The real Long Branch was just as popular as the fictional one on T.V., and Old Chalky Beeson led a five-piece orchestra there that played dang near ever night. In addition to serving all kinds of alkyhol, and fancy champagne, and it wasn’t imported from Idaho, the selections also included beer, milk, lemonade, sasparilly, and tea. Dang. It was purty near as fancy as you could get in a dusty cow town.

When Gunsmoke began in 1955, Miss Kitty was just a working girl, but Matt took to her, right off….

But as things would happen, Miss Kitty bought a half-interest in the place, or won it in a game of poker or chuck-a-luck, and eventually she was able to buy the place outright and be the full owner after several years. Not bad for a workin’ girl.

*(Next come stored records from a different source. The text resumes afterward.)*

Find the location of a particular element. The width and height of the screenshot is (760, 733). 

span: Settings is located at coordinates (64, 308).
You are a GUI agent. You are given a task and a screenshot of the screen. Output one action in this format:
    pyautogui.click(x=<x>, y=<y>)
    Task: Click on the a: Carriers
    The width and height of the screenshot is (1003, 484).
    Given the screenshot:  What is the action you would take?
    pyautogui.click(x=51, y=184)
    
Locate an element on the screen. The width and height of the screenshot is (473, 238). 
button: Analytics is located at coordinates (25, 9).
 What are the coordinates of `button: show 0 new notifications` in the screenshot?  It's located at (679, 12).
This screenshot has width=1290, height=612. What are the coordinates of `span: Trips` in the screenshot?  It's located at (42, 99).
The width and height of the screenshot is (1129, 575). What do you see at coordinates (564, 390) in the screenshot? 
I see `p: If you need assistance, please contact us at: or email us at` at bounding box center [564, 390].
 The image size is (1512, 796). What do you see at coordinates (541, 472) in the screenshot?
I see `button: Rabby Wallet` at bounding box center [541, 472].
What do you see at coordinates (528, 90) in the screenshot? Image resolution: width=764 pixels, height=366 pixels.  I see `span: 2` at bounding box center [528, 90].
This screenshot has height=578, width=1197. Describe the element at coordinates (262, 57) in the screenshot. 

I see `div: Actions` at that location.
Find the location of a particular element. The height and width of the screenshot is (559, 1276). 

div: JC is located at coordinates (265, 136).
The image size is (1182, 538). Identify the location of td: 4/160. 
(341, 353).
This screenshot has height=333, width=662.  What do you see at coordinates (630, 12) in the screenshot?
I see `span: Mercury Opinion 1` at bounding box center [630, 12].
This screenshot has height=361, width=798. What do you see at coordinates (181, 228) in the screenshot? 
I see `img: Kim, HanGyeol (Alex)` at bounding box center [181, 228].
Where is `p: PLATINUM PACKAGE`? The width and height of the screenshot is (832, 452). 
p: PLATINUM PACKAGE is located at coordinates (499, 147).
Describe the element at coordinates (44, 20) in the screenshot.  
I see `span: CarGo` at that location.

And derned near everything happened in The Long Branch. Fights got started there, farms were won and lost at the poker table, purty gals just stood there a watchin’ when some cowpokes would be fightin’ over ’em, and Matt Dillon would stroll in, and keep the peace again and again, and if somebody got hurt, Doc would come and slap a bandage on whatever ailed ’em. Festus would just watch, or comment, but the best thing Festus did was speculate and worry.

Hear Miss Kitty sing “The Long Branch Blues” on Hee-Haw: http://m.youtube.com/watch?v=fGAly_oVO30

And if you miss that iconic song that always introduced an episode, watch it here:http://m.youtube.com/watch?v=QYNuCsDrjK4
Or just tune in to MeTV and watch Gunsmoke all summer!

Amanda Blake’s filmography: http://www.imdb.com/name/nm0086469/?ref_=nmmd_md_nm


With Dennis Weaver….

More Miss Kitty episodes coming in 2022 after Thelma Ritter: Hollywood’s Favorite New Yorker goes to press!

Writing a biography takes longer than I thought!